Here’s a close encounter of the disappointing kind, an anthology movie featuring a trio of sci-fi shorts from the crew behind the V/H/S horror films. Released in the US as Doors but renamed Portal for the UK, the three films together tell an alien-contact story set on Earth after a million portals open up – giant doors that look like they’re covered with shimmery iron-filings from school science experiments. Whatever planet they hail from, the portals do not appear to come in peace; half the world’s population vanish into them.

The best of the shorts is number three, titled Lamaj, which stars TV on the Radio’s Kyp Malone as Jamal, a gentle and thoughtful scientist with a lustrous beard who lives alone in a cabin in the woods. Like Amy Adams’s linguist character in Arrival, Jamal communicates with the portals, and invites another scientist – his ex – over to share the moment. They stand there, eyes shining, faces radiant with the pure pleasure of scientific discovery. Then the cops turn up.
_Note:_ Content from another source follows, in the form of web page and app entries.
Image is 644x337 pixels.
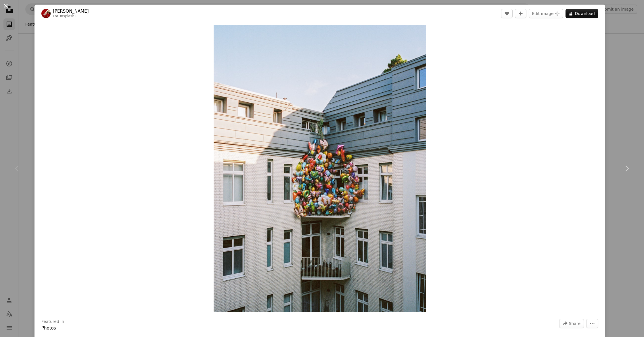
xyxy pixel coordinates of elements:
button: Edit image [529,9,563,18]
img: A large cluster of colorful balloons on a building facade. [214,25,426,312]
a: Unsplash+ [58,14,78,18]
img: Go to Marlen Stahlhuth's profile [42,9,51,18]
button: Zoom in on this image [214,25,426,312]
h3: Featured in [42,319,64,325]
button: More Actions [587,319,598,328]
a: Next [610,141,644,196]
a: [PERSON_NAME] [53,8,89,14]
div: For [53,14,89,19]
a: Photos [42,326,56,330]
button: Download [565,9,598,18]
span: Share [569,319,580,328]
button: Share this image [559,319,584,328]
button: Add to Collection [515,9,526,18]
button: Like [502,9,513,18]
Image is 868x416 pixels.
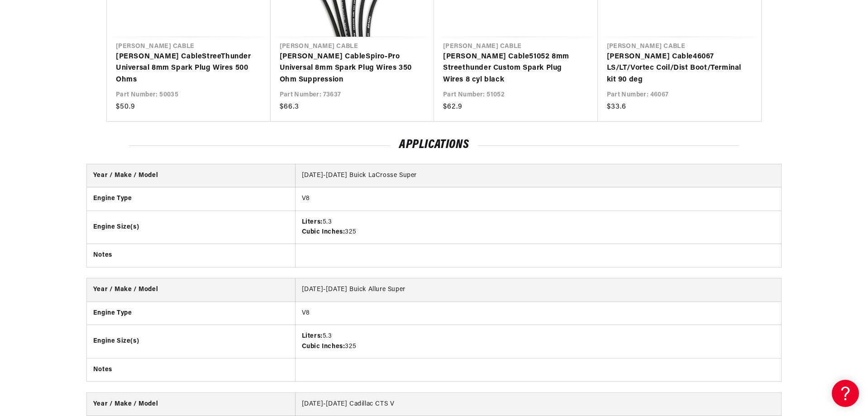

The second segment, Knockers by Saman Kesh, is the flimsiest. It’s set weeks after the portals’ appearance, when teams of young gung-ho volunteers are being sent into the portals for research. They have 12 minutes inside to gather data; stay any longer and they risk getting “doors psychosis”. It’s a nonsensical film shot with Michel Gondry-style visual trickery, following two volunteers, a young couple (played by Lina Esco and Josh Peck), having a bad trip in a portal.

The opener depicts the arrival, that apocalyptic moment when everyone realises Something is Wrong. It’s filmed from the point of view of a bunch of kids in detention – seriously freaked out when birds start slamming against the window, military helicopters buzzing overhead. The three pieces of the science-fiction puzzle fit together to make a bland, incurious picture with little awe at the universe.